Updated

Conservative presidential candidate Felipe Calderon vowed Thursday to outflank rival Andres Manuel Lopez Obrador with a broad anti-poverty program aimed at appeasing the leftist's largely poor followers.

Calderon, who holds a narrow lead in official vote counts in the still-disputed July 2 race, has largely kept a low profile, while Lopez Obrador has led street blockades and threatened a nationwide movement of civil disobedience over his complaints of fraud in the election.

"They think that we are going to fall for their provocations, but what they don't know is that we are going to outflank them on the left," Calderon told local media during a visit to western Jalisco state, where he is widely supported.

CountryWatch: Mexico

Calderon has promised to create jobs and help the poor through tax incentives and other policies.

"We are going to apply justice, and justice for real, in this country," he said. "I will be most committed to the concept of social justice, and correcting the terrible inequality that Mexicans live in."

Calderon's National Action Party also said his transition team is in talks with Lopez Obrador's Democratic Revolution Party. Lopez Obrador's party denied it is in any such talks.

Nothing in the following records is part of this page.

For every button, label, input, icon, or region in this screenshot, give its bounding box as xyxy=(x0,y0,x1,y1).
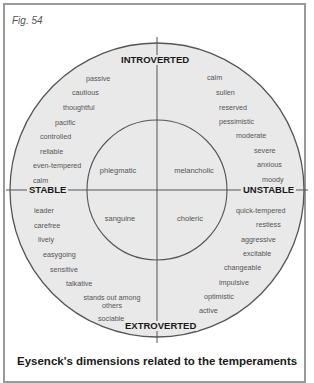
trait: restless xyxy=(256,221,281,228)
figure-caption: Eysenck's dimensions related to the temp… xyxy=(17,355,297,367)
trait: carefree xyxy=(34,222,60,229)
temperament-choleric: choleric xyxy=(177,214,203,223)
temperament-phlegmatic: phlegmatic xyxy=(100,166,136,175)
trait: lively xyxy=(38,236,54,243)
trait: aggressive xyxy=(241,236,276,243)
axis-label-extroverted: EXTROVERTED xyxy=(123,321,198,331)
trait: moody xyxy=(262,176,284,183)
trait: easygoing xyxy=(43,251,76,258)
trait: talkative xyxy=(66,280,92,287)
trait: sociable xyxy=(98,315,124,322)
trait: optimistic xyxy=(204,293,234,300)
trait: impulsive xyxy=(219,279,249,286)
trait: sensitive xyxy=(50,266,78,273)
temperament-sanguine: sanguine xyxy=(105,214,135,223)
trait: thoughtful xyxy=(63,104,95,111)
trait: controlled xyxy=(40,133,71,140)
trait: leader xyxy=(34,207,54,214)
trait: changeable xyxy=(224,264,261,271)
trait: pacific xyxy=(55,119,75,126)
trait: severe xyxy=(254,147,276,154)
trait: passive xyxy=(86,75,110,82)
axis-label-unstable: UNSTABLE xyxy=(241,185,296,195)
trait: quick-tempered xyxy=(236,207,286,214)
trait: sullen xyxy=(216,89,235,96)
trait: even-tempered xyxy=(33,162,81,169)
trait: pessimistic xyxy=(219,118,254,125)
trait: active xyxy=(199,307,218,314)
trait: anxious xyxy=(257,161,282,168)
trait: cautious xyxy=(72,89,99,96)
axis-label-stable: STABLE xyxy=(27,185,68,195)
trait: excitable xyxy=(243,250,271,257)
trait: moderate xyxy=(236,132,266,139)
temperament-melancholic: melancholic xyxy=(174,166,214,175)
axis-label-introverted: INTROVERTED xyxy=(119,55,191,65)
trait: calm xyxy=(207,74,222,81)
trait: stands out among others xyxy=(80,294,144,310)
trait: calm xyxy=(33,177,48,184)
trait: reserved xyxy=(219,104,247,111)
trait: reliable xyxy=(40,148,63,155)
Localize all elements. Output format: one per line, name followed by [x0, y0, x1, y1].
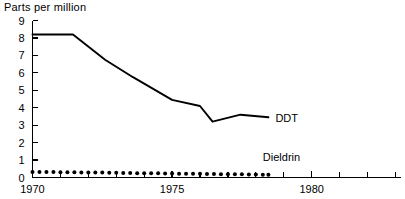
- dieldrin-data-dot: [79, 170, 83, 174]
- dieldrin-data-dot: [233, 172, 237, 176]
- dieldrin-data-dot: [65, 170, 69, 174]
- dieldrin-data-dot: [51, 170, 55, 174]
- dieldrin-data-dot: [219, 172, 223, 176]
- dieldrin-data-dot: [135, 171, 139, 175]
- dieldrin-data-dot: [198, 172, 202, 176]
- dieldrin-data-dot: [254, 173, 258, 177]
- y-axis-tick-label: 6: [18, 67, 24, 79]
- y-axis-tick-label: 2: [18, 137, 24, 149]
- y-axis-tick-label: 7: [18, 49, 24, 61]
- dieldrin-data-dot: [128, 171, 132, 175]
- dieldrin-data-dot: [93, 171, 97, 175]
- dieldrin-data-dot: [100, 171, 104, 175]
- dieldrin-data-dot: [142, 171, 146, 175]
- series-label-ddt: DDT: [275, 112, 298, 124]
- y-axis-tick-label: 3: [18, 119, 24, 131]
- dieldrin-data-dot: [163, 171, 167, 175]
- y-axis-tick-labels: 0123456789: [18, 15, 24, 184]
- chart-figure: Parts per million 0123456789 19701975198…: [0, 0, 405, 199]
- dieldrin-data-dot: [156, 171, 160, 175]
- dieldrin-data-dot: [266, 173, 270, 177]
- series-label-dieldrin: Dieldrin: [263, 151, 300, 163]
- series-dotted-dieldrin: [31, 170, 271, 177]
- dieldrin-data-dot: [247, 173, 251, 177]
- dieldrin-data-dot: [205, 172, 209, 176]
- dieldrin-data-dot: [149, 171, 153, 175]
- y-axis-tick-label: 1: [18, 154, 24, 166]
- series-line-ddt: [33, 34, 269, 121]
- dieldrin-data-dot: [191, 172, 195, 176]
- y-axis-tick-label: 5: [18, 84, 24, 96]
- y-axis-tick-label: 9: [18, 15, 24, 27]
- dieldrin-data-dot: [114, 171, 118, 175]
- dieldrin-data-dot: [212, 172, 216, 176]
- dieldrin-data-dot: [240, 172, 244, 176]
- series-inline-labels: DDTDieldrin: [263, 112, 300, 163]
- y-axis-tick-label: 8: [18, 32, 24, 44]
- dieldrin-data-dot: [226, 172, 230, 176]
- dieldrin-data-dot: [31, 170, 35, 174]
- x-axis-tick-labels: 197019751980: [20, 183, 324, 195]
- x-axis-tick-label: 1970: [20, 183, 44, 195]
- x-axis-tick-label: 1975: [160, 183, 184, 195]
- dieldrin-data-dot: [72, 170, 76, 174]
- dieldrin-data-dot: [170, 171, 174, 175]
- dieldrin-data-dot: [86, 170, 90, 174]
- dieldrin-data-dot: [121, 171, 125, 175]
- line-chart-plot: 0123456789 197019751980 DDTDieldrin: [0, 0, 405, 199]
- dieldrin-data-dot: [177, 172, 181, 176]
- dieldrin-data-dot: [261, 173, 265, 177]
- dieldrin-data-dot: [58, 170, 62, 174]
- dieldrin-data-dot: [44, 170, 48, 174]
- dieldrin-data-dot: [184, 172, 188, 176]
- dieldrin-data-dot: [37, 170, 41, 174]
- x-axis-tick-label: 1980: [299, 183, 323, 195]
- y-axis-tick-label: 4: [18, 102, 24, 114]
- dieldrin-data-dot: [107, 171, 111, 175]
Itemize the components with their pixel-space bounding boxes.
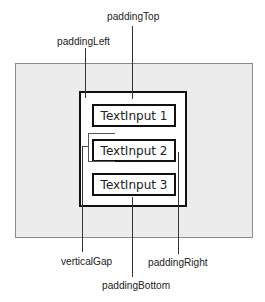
leader-vertical-gap [82, 146, 83, 252]
text-input-3[interactable]: TextInput 3 [92, 173, 176, 196]
gap-bracket-bottom [88, 161, 115, 162]
label-padding-right: paddingRight [148, 256, 208, 268]
leader-padding-right [178, 152, 179, 254]
text-input-1[interactable]: TextInput 1 [92, 104, 176, 127]
label-padding-top: paddingTop [107, 10, 159, 22]
text-input-2-label: TextInput 2 [101, 144, 168, 158]
gap-bracket-top [88, 133, 115, 134]
leader-padding-left [85, 48, 86, 98]
gap-bracket-side [88, 133, 89, 162]
text-input-1-label: TextInput 1 [101, 109, 168, 123]
leader-padding-top [132, 26, 133, 99]
leader-padding-bottom [132, 197, 133, 277]
label-vertical-gap: verticalGap [61, 255, 112, 267]
text-input-2[interactable]: TextInput 2 [92, 139, 176, 162]
label-padding-left: paddingLeft [57, 35, 110, 47]
label-padding-bottom: paddingBottom [102, 279, 170, 291]
text-input-3-label: TextInput 3 [101, 178, 168, 192]
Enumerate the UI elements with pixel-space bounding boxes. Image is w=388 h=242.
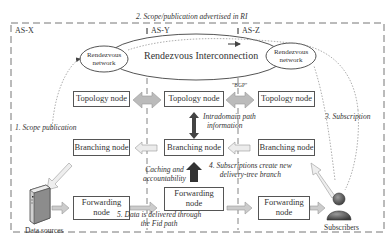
step4-line1: 4. Subscriptions create new <box>209 161 292 170</box>
as-y-label: AS-Y <box>151 26 170 35</box>
forwarding-node-z: Forwarding node <box>258 196 310 220</box>
as-z-label: AS-Z <box>242 26 260 35</box>
topology-node-x: Topology node <box>73 91 130 107</box>
step5-line1: 5. Data is delivered through <box>117 210 201 219</box>
subscribers-label: Subscribers <box>324 223 359 232</box>
intradomain-line2: information <box>203 121 256 130</box>
bgp-label: "BGP" <box>232 82 247 88</box>
rendezvous-network-left: Rendezvous network <box>83 51 125 67</box>
rendezvous-interconnection-label: Rendezvous Interconnection <box>144 50 258 61</box>
topology-node-y: Topology node <box>164 91 224 107</box>
server-icon <box>30 185 50 224</box>
step4-line2: delivery-tree branch <box>209 170 292 179</box>
topology-node-z: Topology node <box>258 91 315 107</box>
step4-label: 4. Subscriptions create new delivery-tre… <box>209 161 292 179</box>
caching-line2: accountability <box>143 174 186 183</box>
data-sources-label: Data sources <box>25 226 64 235</box>
as-x-label: AS-X <box>15 26 34 35</box>
step5-label: 5. Data is delivered through the Fid pat… <box>117 210 201 228</box>
user-icon <box>327 193 351 220</box>
branching-node-y: Branching node <box>164 139 224 156</box>
forwarding-node-y: Forwarding node <box>164 187 224 211</box>
step1-label: 1. Scope publication <box>15 123 76 132</box>
rendezvous-network-right-text: Rendezvous network <box>274 48 308 64</box>
step2-label: 2. Scope/publication advertised in RI <box>136 12 247 21</box>
branching-node-x: Branching node <box>73 139 130 156</box>
caching-line1: Caching and <box>143 165 186 174</box>
intradomain-label: Intradomain path information <box>203 112 256 130</box>
caching-label: Caching and accountability <box>143 165 186 183</box>
intradomain-line1: Intradomain path <box>203 112 256 121</box>
rendezvous-network-right: Rendezvous network <box>270 48 312 64</box>
branching-node-z: Branching node <box>258 139 315 156</box>
step5-line2: the Fid path <box>117 219 201 228</box>
rendezvous-network-left-text: Rendezvous network <box>87 51 121 67</box>
step3-label: 3. Subscription <box>325 112 370 121</box>
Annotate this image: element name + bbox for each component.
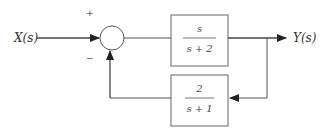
minus-sign: − <box>86 53 94 63</box>
block-diagram: X(s) + − s s + 2 Y(s) 2 s + 1 <box>0 0 325 135</box>
input-label: X(s) <box>13 31 38 45</box>
summing-junction <box>100 26 124 50</box>
plus-sign: + <box>86 8 94 18</box>
output-label: Y(s) <box>293 31 317 45</box>
feedback-numerator: 2 <box>195 83 202 94</box>
feedback-denominator: s + 1 <box>186 103 212 114</box>
forward-denominator: s + 2 <box>186 43 212 54</box>
forward-numerator: s <box>197 23 202 34</box>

Thousands of Lopez Obrador followers have camped out along Mexico's main Reforma avenue and in the central plaza, worsening the city's already infamous traffic jams and costing businesses millions of dollars in daily losses.

Lopez Obrador also made an apparent reference to fears that his supporters could clash with the army or police on Sept. 1, when President Vicente Fox is scheduled to give his final state-of-the-nation address, saying: "We are not going to get into confrontations."

Fox's spokesman, Ruben Aguilar, said Fox planned to deliver his annual state-of-the-nation address to Congress as usual on Sept. 1.

Also Thursday, the San Francisco-based group Global Exchange, a left-leaning nonprofit that observed Mexico's presidential election, said it had witnessed unexplained extra ballots in some of the ballot boxes opened during a partial recount earlier this month.

Lopez Obrador has said ballot box-stuffing marred the elections, and has insisted on a full recount of all 41 million ballots cast in the election.

Calderon has an advantage of less than 1 percent, or more than 240,000 votes, according to initial election results released by the autonomous Federal Electoral Institute days after the balloting.

Calderon has said the election was clean and called on Lopez Obrador to accept the final decision of the Federal Electoral Court, which has until Sept. 6 to announce a president-elect or annul the election.